Originally Posted by
adamj023
The airlines in Korea have been stellar performers and the economy has picked up immensely. Just look at all the top Korean firms putting out first rate products these days.
US and AA both had safety flaws, but these were related to pilot error and a combination of aircraft design issues which were resolved in later model jets.
As far as US I always felt their training programs were better than AA in actuality and I always felt comfortable flying on USAirways which I did many times and that is a testimony to the excellent team which had outstanding pilots, first officers, crew and the like. That isn't to say AA was bad, I just felt it was worse than US.
Waiting for more evidence which can prove or disprove what happened.
Question marks are still the following:
If the crew did everything right to control the airplane and attempt to land it and were indeed monitoring the aircraft as appropriate but were blinded and couldn't judge actual speed even though the controls were showing the speed was fine, then it rules out pilot error and then one wonders IF the controls were in functioning order or if there was a mechanical flaw due to a broken part or intentional or unintentional interference of control systems.
If there was pilot error, it would mean that they failed to appropriately activate the auto throttle apporpriately.
But I am leaning against pilot error and some remaining facts which could be told at todays briefing could put to rest a lot of this for us.
Wow, it's incredible that an intelligent observer could believe this. The evidence already shows the crew did "something wrong." Vref-34 on short final in a serviceable airplane, no technical issues equals command culpability. They most certainly did not "monitor the a/c as appropriate" over a significant period of time during final.
That part - overall culpability, or "pilot error," is already a done deal.
Which omissions/failures/incorrect actions are directly responsible and by whom are not fully clear yet but they will be uncovered over time.
It's not just failure to activate A/T. The approach should have been flown correctly whether A/T was used, or not. The evidence shows a nonstabilized approach and airspeed numbers Vref decay consistently from 1000' AGL to Vref-34 on short final. PF and PNF are BOTH responsible for executing a stable approach and safe landing.
The errors are multiple and implicate CRM, as other Korean and Indonesian crashes have.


Problem to work on: Except for the pictures, write out all the records that follow exactly.

The data:
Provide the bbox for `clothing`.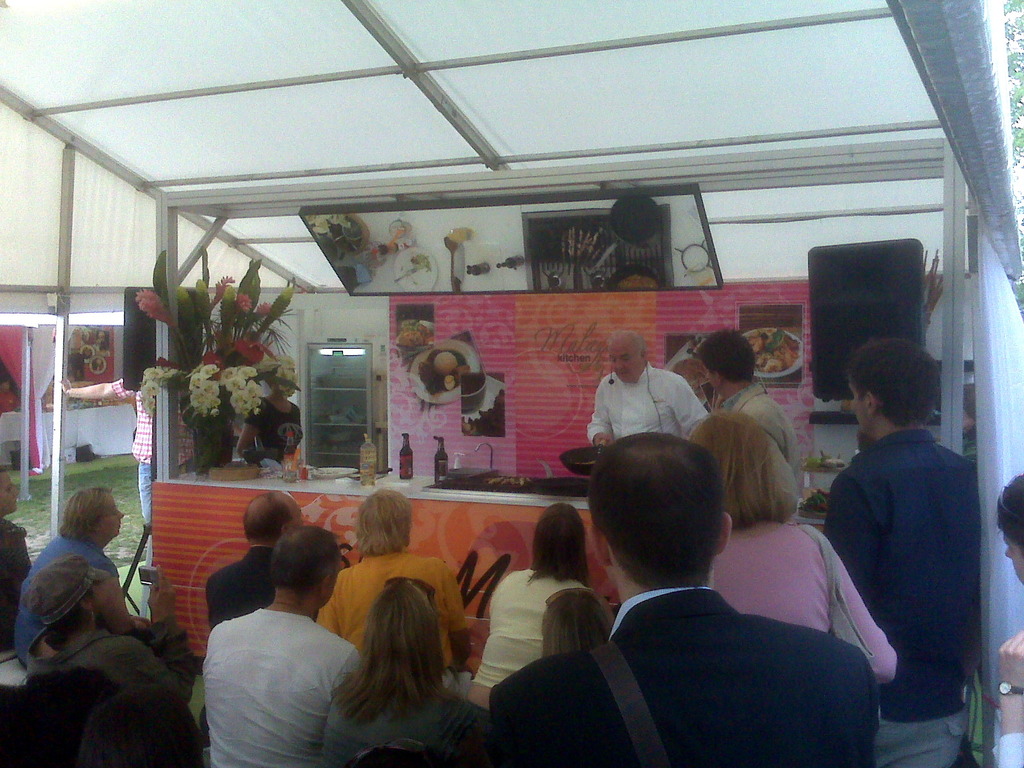
[left=472, top=558, right=592, bottom=696].
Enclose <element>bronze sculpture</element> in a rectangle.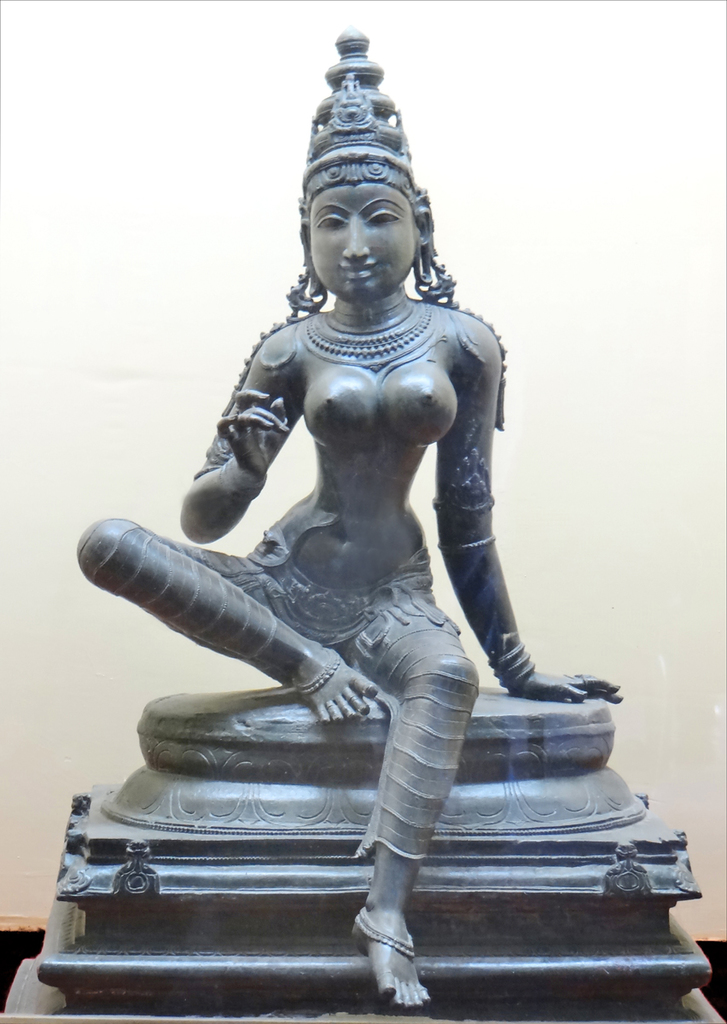
(51,55,637,978).
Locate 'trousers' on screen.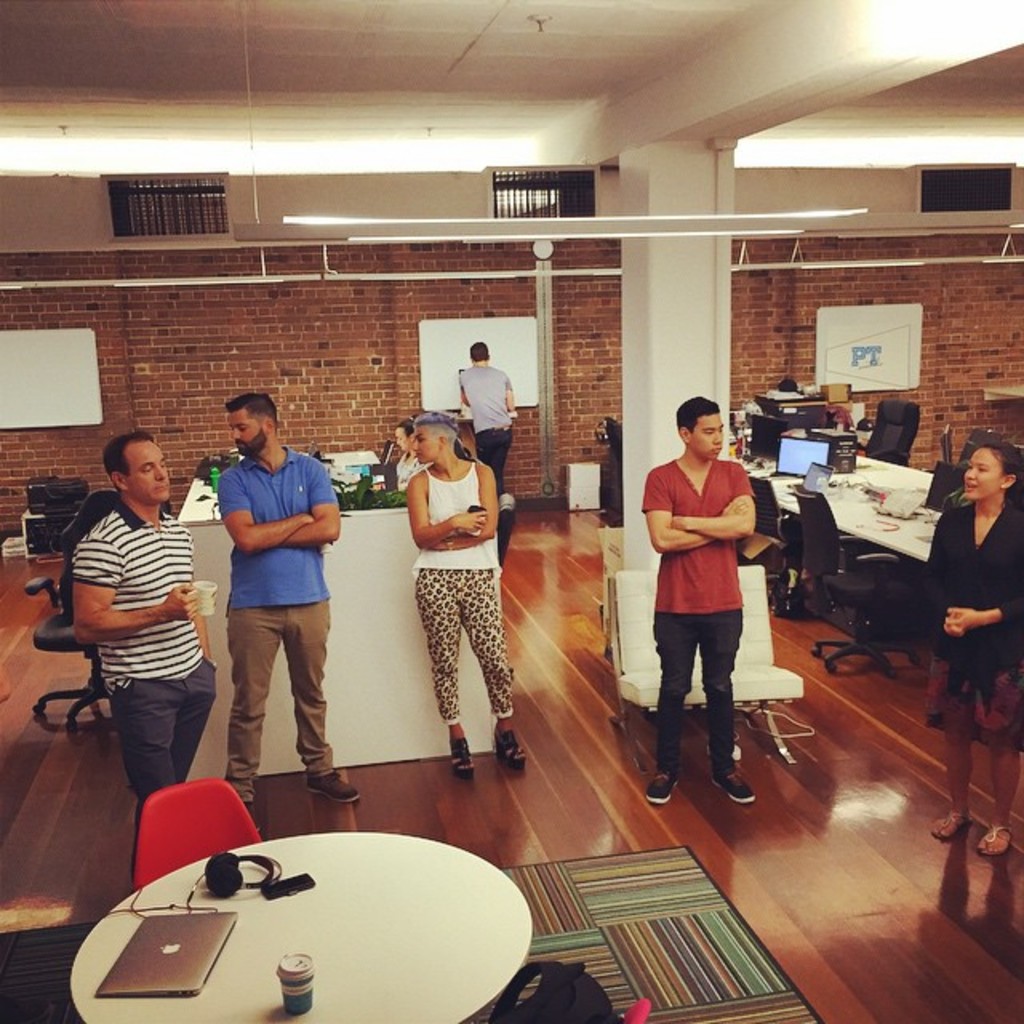
On screen at box=[107, 656, 222, 867].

Result of the exercise:
Provide the bbox for `clothing`.
[left=472, top=558, right=592, bottom=696].
Enclose <element>bronze sculpture</element> in a rectangle.
(51,55,637,978).
Locate 'trousers' on screen.
On screen at box=[107, 656, 222, 867].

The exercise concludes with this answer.